The former Labour MP Austin Mitchell used to say of Parliament’s role: “The Government is a steam-roller, our job is to heckle it.” MPs are using the steam-roller of parliamentary sovereignty, supposedly the fount of legitimacy in our system, to crush a prime minister who has refused to listen.

READ MORE: To stop May’s Thelma and Louise dash for the No Deal cliff edge, MPs must now take back control

Perhaps she will announce her resignation today, but she will not go with dignity. Her mistake from the start was to fail to explore a consensus in Parliament and instead seek a Brexit that would suit the extreme Right of her party. Her wilfull sectarianism led to two of the greatest parliamentary defeats in history and to national humiliation.

Parliament must try to do in a few

days what she should have done two years ago.

The indicative options are not entirely clear at the time of writing, but they will presumably include Labour’s customs union; Norway Plus; Common Market 2.0; a Canada-style free trade agreement; and then revoke, a referendum and no deal. None might prevail in the first round of voting so the provisional government of Brexit, led by Sir Oliver, will schedule further voting rounds for next week. The hope is that, by a process of attrition – allowing the least favoured options to drop off the list– MPs will arrive at a consensus.

It’s pretty clear already where that consensus lies. And the irony is that it’s built on Mrs May’s Withdrawal Agreement and Irish Backstop. Almost unnoticed last week, Labour dropped its principled opposition to the Withdrawal Agreement. Labour now insists that its demands relate, not to the legally-binding Withdrawal Agreement, but to the accompanying Political Declaration It wants a permanent customs union and regulatory alignment with the European single market.

It is a measure of the Prime Minister’s failure of leadership that she did not exploit Labour’s swerve by making concessions on the Political Declaration, which is anyway aspirational and non-binding. Had she not been so focussed on placating the Brextremists, she could have done a deal with Labour leader Jeremy Corbyn, who is, after all, pro-Brexit; perhaps by offering a cross-party convention that would explore Labour’s ideas seriously.

Only her red lines and dogged determination to rule out freedom of movement prevented an opening.

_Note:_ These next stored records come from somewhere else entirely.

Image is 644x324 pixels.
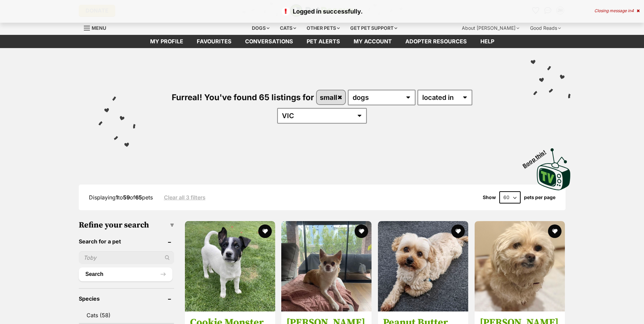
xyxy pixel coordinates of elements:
[475,221,565,311] img: Margie - Maltese Dog
[79,296,174,302] header: Species
[79,238,174,244] header: Search for a pet
[355,224,368,238] button: favourite
[190,35,239,48] a: Favourites
[631,8,634,13] span: 4
[281,221,371,311] img: Mabel - Chihuahua Dog
[302,21,344,35] div: Other pets
[135,194,142,200] strong: 65
[116,194,118,200] strong: 1
[378,221,468,311] img: Peanut Butter - Maltese x Poodle Toy Dog
[89,194,153,200] span: Displaying to of pets
[258,224,271,238] button: favourite
[84,21,111,33] a: Menu
[239,35,300,48] a: conversations
[247,21,274,35] div: Dogs
[317,90,345,104] a: small
[548,224,562,238] button: favourite
[399,35,474,48] a: Adopter resources
[521,145,552,169] span: Boop this!
[345,21,402,35] div: Get pet support
[595,8,640,13] div: Closing message in
[7,7,637,16] p: Logged in successfully.
[79,220,174,230] h3: Refine your search
[300,35,347,48] a: Pet alerts
[92,25,106,31] span: Menu
[164,194,206,200] a: Clear all 3 filters
[185,221,275,311] img: Cookie Monster - Jack Russell Terrier x Australian Kelpie Dog
[457,21,524,35] div: About [PERSON_NAME]
[474,35,501,48] a: Help
[537,148,571,190] img: PetRescue TV logo
[79,267,172,281] button: Search
[79,251,174,264] input: Toby
[275,21,301,35] div: Cats
[123,194,130,200] strong: 59
[526,21,566,35] div: Good Reads
[452,224,465,238] button: favourite
[524,195,556,200] label: pets per page
[172,92,314,102] span: Furreal! You've found 65 listings for
[79,308,174,322] a: Cats (58)
[347,35,399,48] a: My account
[143,35,190,48] a: My profile
[537,142,571,192] a: Boop this!
[483,195,496,200] span: Show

The first thing most MPs will probably agree on today is Brexit. This will dismay many Remainers and supporters of a People’s Vote because, as I read it, there is every likelihood that a repeat referendum would be lost along with no deal and Canada Plus. Labour has a manifesto commitment to deliver Brexit, and that is always going to be in the back of Mr Corbyn’s mind when it comes to making concessions and compromises.

A People’s Vote could remain an option if Labour continues to back the Kyle/Wilson proposal to put the Prime Minister’s deal, or whatever replaces it, to the people. But the Labour leader will be intensely reluctant to go that particular mile.

At least one other indicative motion will propose something very close to Labour’s plan: namely Common Market 2.0, also known as the Norway Plus option. The only difference is that the latter, supported by the Tory MP Nick Boles and Labour’s Stephen Kinnock, involves formal membership of the European single market and the customs union.

It has many drawbacks, not least the fact that many believe it is Bino: Brexit in name only. But it has the merit of being the one option, short of Mrs May’s deal, that Brussels will accept without further negotiation.

The SNP and the Liberal Democrats want a People’s Vote but, if that is rejected (and the numbers don’t look good), they will agree to Norway Plus as the next best thing.

It’s going to be very hairy today in Parliament; “squeaky bum” time as one Tory MP described it yesterday. And there is also the possibility that the European Research Group could ride to the Prime Minister’s rescue.

Jacob Rees-Mogg has decided that “vassalage” under Mrs May’s deal may be better than no Brexit at all. Tory ultras such as Suella Braverman and Bill Cash won’t capitulate and the Democratic Unionist Party still seems resolutely opposed but the tectonic plates are shifting.

We can’t rule out a last minute attempt by the Prime Minister – that’s the official one, not Sir Oliver – to get her deal accepted as Parliament goes into injury time.